The recipe for chapati unleavened bread, a very simple Indian preparation that will make you want to knead
These days many of us are rediscovering the pleasure of knead the unleavened bread. By need, by challenge, to fight boredom, by ambition. All the reasons are valid and the good news is that kneading is also an excellent anti-stress. Which of course works even if it is yeast-free dough, the great absent from supermarket shelves.
And among the many recipes for unleavened bread, today we offer the chapati, the unleavened bread, of round and flattened shape, typical of the Indian area of Punjab and Pakistan.
Chapati, an unleavened bread that comes from India
Pasta, based on very fine whole wheat flour and water, it is spread in very thin disks, of variable dimensions; these are cooked without fat in a slightly sunken metal plate (thava), red-hot. Very fragrant freshly made, it accompanies dry dishes and vegetable and meat curries.
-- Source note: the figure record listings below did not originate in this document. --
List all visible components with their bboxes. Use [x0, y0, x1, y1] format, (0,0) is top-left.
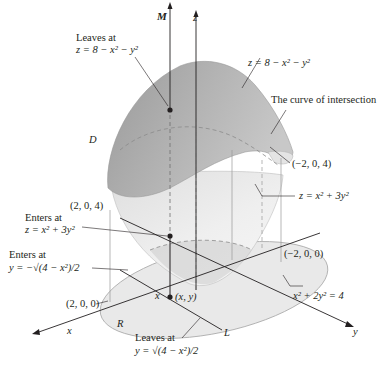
enters-bottom-point	[167, 233, 172, 238]
annotation-enters-z-2: z = x² + 3y²	[25, 224, 75, 236]
annotation-curve-of-intersection: The curve of intersection	[271, 94, 376, 106]
leaves-top-point	[167, 107, 172, 112]
annotation-point-xy: (x, y)	[175, 291, 197, 303]
annotation-point-2-0-4: (2, 0, 4)	[70, 200, 103, 212]
diagram-canvas	[0, 0, 384, 368]
region-label-D: D	[89, 134, 97, 146]
annotation-enters-y-2: y = −√(4 − x²)/2	[9, 262, 79, 274]
annotation-leaves-top-1: Leaves at	[76, 32, 116, 44]
annotation-upper-surface: z = 8 − x² − y²	[248, 57, 310, 69]
annotation-point-neg2-0-4: (−2, 0, 4)	[292, 158, 331, 170]
line-label-L: L	[224, 327, 230, 339]
annotation-leaves-y-1: Leaves at	[135, 332, 175, 344]
annotation-enters-z-1: Enters at	[25, 212, 62, 224]
annotation-point-neg2-0-0: (−2, 0, 0)	[284, 248, 323, 260]
annotation-enters-y-1: Enters at	[9, 249, 46, 261]
annotation-x-mark: x	[155, 290, 160, 302]
axis-label-z: z	[193, 12, 197, 24]
axis-label-M: M	[157, 10, 167, 22]
axis-label-y: y	[353, 326, 358, 338]
region-label-R: R	[117, 318, 123, 330]
annotation-point-2-0-0: (2, 0, 0)	[66, 298, 99, 310]
annotation-leaves-y-2: y = √(4 − x²)/2	[135, 345, 198, 357]
annotation-ellipse: x² + 2y² = 4	[293, 290, 344, 302]
axis-label-x: x	[67, 325, 72, 337]
annotation-lower-surface: z = x² + 3y²	[299, 190, 349, 202]
annotation-leaves-top-2: z = 8 − x² − y²	[76, 44, 138, 56]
If placed in contact with the embers, the chapati swells and turns into the phulka. The same pasta, flattened with ghee (clarified butter), folded several times and then fried, becomes a kind of puff pastry.
The recipe for Indian chapati bread
Indian yeast-free bread: the ingredients
500 g whole wheat flour, 400 g water, a teaspoon of salt
How to make chapati unleavened bread
In a bowl, sift the wheat flour and start kneading it with the water, working a very soft dough. To hydrate the dough and make the water absorb well, the Indians knead the bread with clenched fists: let's do like them!
Proceed by kneading, spreading and kneading again with your fists closed until it has absorbed the water well. At this point, add the salt and knead again well to mix it with the dough and obtain a homogeneous result. When the dough of the yeast-free bread is smooth and firm, form a ball and let it rest for about twenty minutes, covered with a cotton cloth. Once this time has passed, divide the dough into small balls like a mandarin and spread them with the help of a floured rolling pin. Give them the classic round shape, proceeding as you usually do with wraps.
Baking chapati unleavened bread
Tradition has it that this Indian bread is baked in hot iron pans, but if we don't have one we can safely use one hot non-stick pan. At this point cook quickly on both sides by turning the chapati as soon as the characteristic bubbles take on color and form. In India it is used to pass it on the flame to increase the bubbles, but we do not recommend this operation to those who are at their first chapati. Set aside and eat when it's still warm, isn't it delicious?